I get in ready to cruise these canals to your veranda
or something Eddie Arnold and ’30s Hollywood like that,
only the corner of my eye catches the bank clock and
surprise! (Spencer Tracy in A Man’s Castle with
Loretta Young I think, swimming nude!) It’s 4:15 PM!
I can’t believe it! I go into Discount Books to look
for Terry to check. He’s not there but someone
I don’t know says “Hi Mike!” so I say “Hi. Do you know
what time it is?” and he looks at his watch and says
“Well, the government says it’s four twenty but
it’s really three twenty . . .” and some more words.

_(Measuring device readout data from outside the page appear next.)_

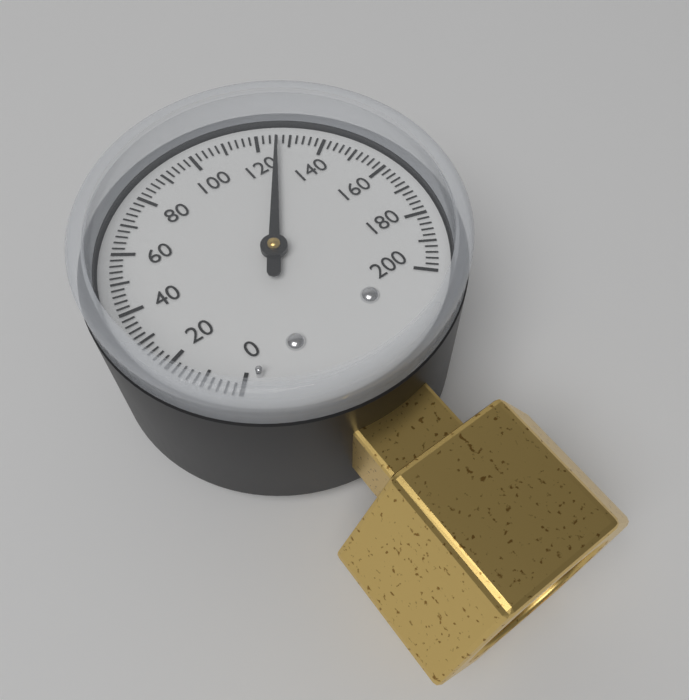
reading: 126 (no unit)
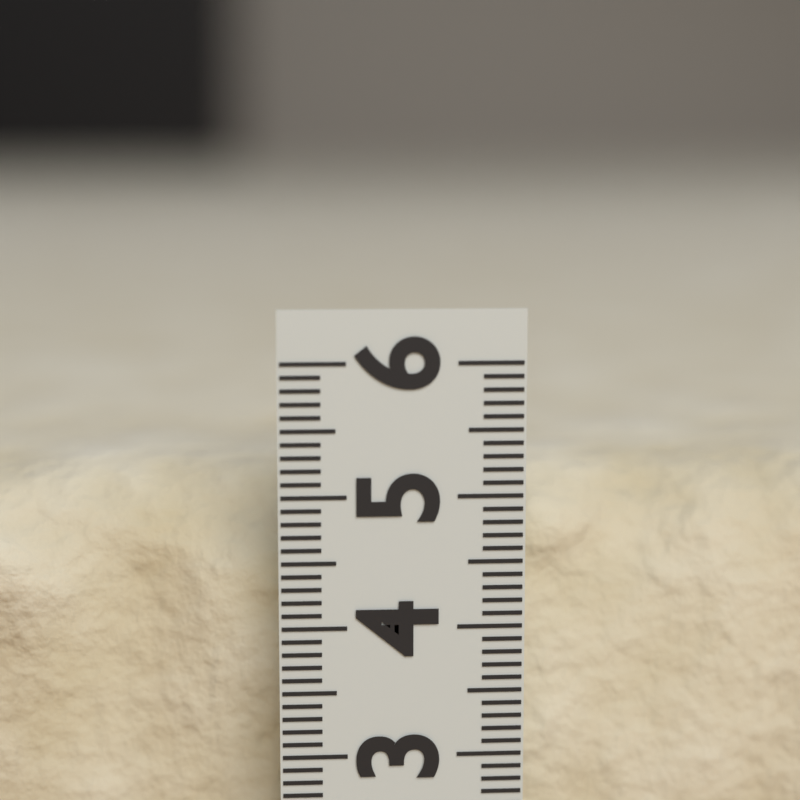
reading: 5.1 (no unit)
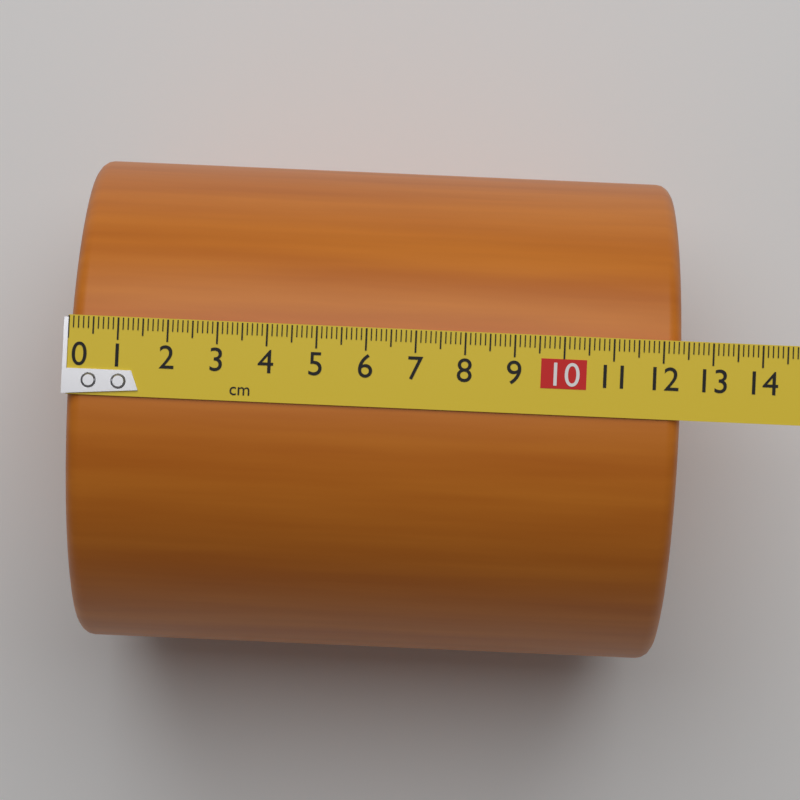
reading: 12.4 cm
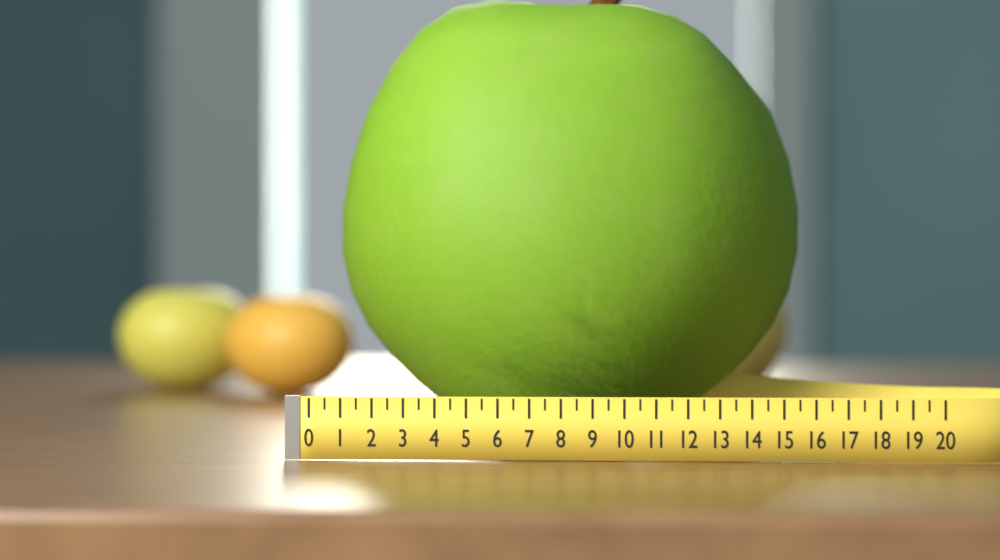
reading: 16.0 (no unit)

I don’t hear them thinking about you and “true” and
“real” and wondering what he meant the “real” time
and what was “mine” . . . You should be there because
it’s almost 5:30 in my life, but in the bank’s and
the guy who knows my name it’s only 4:30 and somewhere
out in abstract city it’s “really” only 3:30. Maybe
that’s why it’s so warm. I back up, back home, back
to back Dylan charms me to the typewriter where
I write to you to kill the time and to say
“Wontchu be my valentine?”
[Written, under peak Frank O'Hara influence, to lifelong dearest friend Karen Allen (poet and novice actor I had fallen in love with in 1973) on Valentine's Day 1974 in Washington DC, where you could then park overnight in our Dupont Circle neighborhood without fear of getting a ticket…]
©1974 Michael Lally
Michael Lally
Born Orange NJ, 1942, youngest of seven in Irish-American clan of cops, politicians, musicians, and a Franciscan friar; began reading poetry in bars and coffee houses in 1959; enlisted in the USAF (1962-66); ran for sheriff of Johnson County, Iowa, on The Peace & Freedom Party ticket in 1968 while at the U. of Iowa on the G.I. Bill. 31 books since 1970 include Another Way To Play: Poems 1960-2017 (Seven Stories Press 2018) and Say It Again: An Autobiography In Sonnets (Beltway Editions 2024); awards include National Endowment for the Arts Poetry Fellowships in 1974 and 1981 (the latter denounced in Congress by Republicans citing the poem “My Life” as “pornography” in first attempt to defund the NEA); 1997 PEN Oakland Josephine Miles Award for “Excellence in Literature” for Cant Be Wrong (Coffee House Press 1997); 2000 American Book Award for It’s Not Nostalgia: Poetry & Prose (Back Sparrow Press 1999). Day jobs have included jazz pianist, book critic (Washington Post, Village Voice et. al.), TV and movie actor (NYPD Blue, Deadwood, White Fang, et. al. as Michael David Lally), screenwriter and script doctor (Drugstore Cowboy, Pump Up the Volume, et. al.). Writes the blog Lally’s Alley.